Sweetheart, I will keep it simple. The love that I have to offer you isn’t some sort of secret code. It’s not a treasure hunt. It’s not a competition. It’s not a scarcity contest. It’s not something that you can win or lose. It’s not OUT THERE to be found.
The love that I have to offer you is infinite, inward, self-replenishing, and utterly untied to your behavior or worthiness — and that alone is why you sometimes still resist the idea of my very existence: because there is a part of you, a very human part of you, who can still not imagine such a thing as a love that generates itself, or exists outside the realm of your correct or incorrect behavior, or does not ebb or flow in reaction to something or somebody. How can it just BE? How can I just BE? What creates me? What sustains me?

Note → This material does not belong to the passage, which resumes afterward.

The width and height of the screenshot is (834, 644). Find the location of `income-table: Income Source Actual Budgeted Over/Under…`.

My child, I create and sustain myself. And that is why I can do what a human can never do: I can love you without ever faltering. I take no days off. I have no office hours or black-out travel dates. I have nowhere better to be than with you, and so that is where I stay.
Sweetheart. Wherever you are the most resistant to me is where I actually most strongly abide, where I most strongly love you. Doubt is a wound, and you have earned your doubts valiantly, by being utterly heartbroken a score of times in your life. But I am the antidote to every single one of your perceived losses. I am the balm, I am the un-earnable reward. And trusting in me — trusting in something you cannot see or prove or heaven knows CONTROL — is how healing happens.

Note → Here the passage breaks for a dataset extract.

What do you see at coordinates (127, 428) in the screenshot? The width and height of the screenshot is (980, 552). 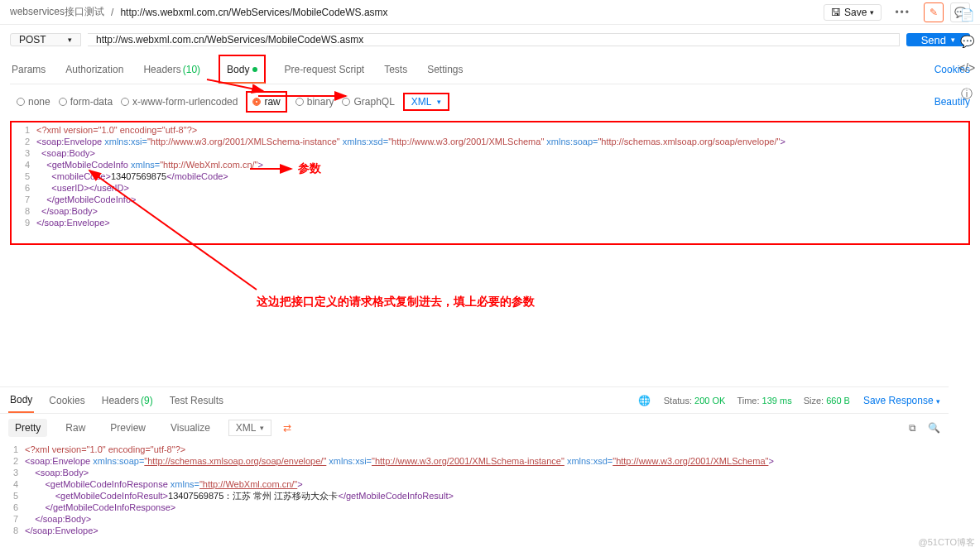 I see `view-preview: Preview` at bounding box center [127, 428].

So bring me your resistance. I embrace it. Bring me your doubts, cynicism, guardedness, distrust, and fear. Why would I not love those parts most of all — those trembling, frightened, wounded parts of you, who need love more than anything? Why would I not want to reach into your heart and take each one of those CONCEPTS by the hand, and lead them into the light. Adorable, stumbling, orphaned spirits — each one more deserving of love than the last.
Bring all your doubts and fears to me. I have a bed for each one of them, soft as the dawn. It is time to rest. Safety, my love, is here. And you don’t even have to believe it for it to be true.
Let’s keep going.
Prompt
This week’s theme is among our most elemental and weighty: resistance to love itself. Maybe you are one of the great numbers of us who wrestle with the idea of worthiness — or maybe your resistance was (is?) to this practice of tapping into a source of unconditional love. Let’s face it: it is vulnerable. It sounds woowoo.
Have you let down your guard? Is it still up?
This week, join me in posing this question: Dear Love, what would you have me know about my resistance to you?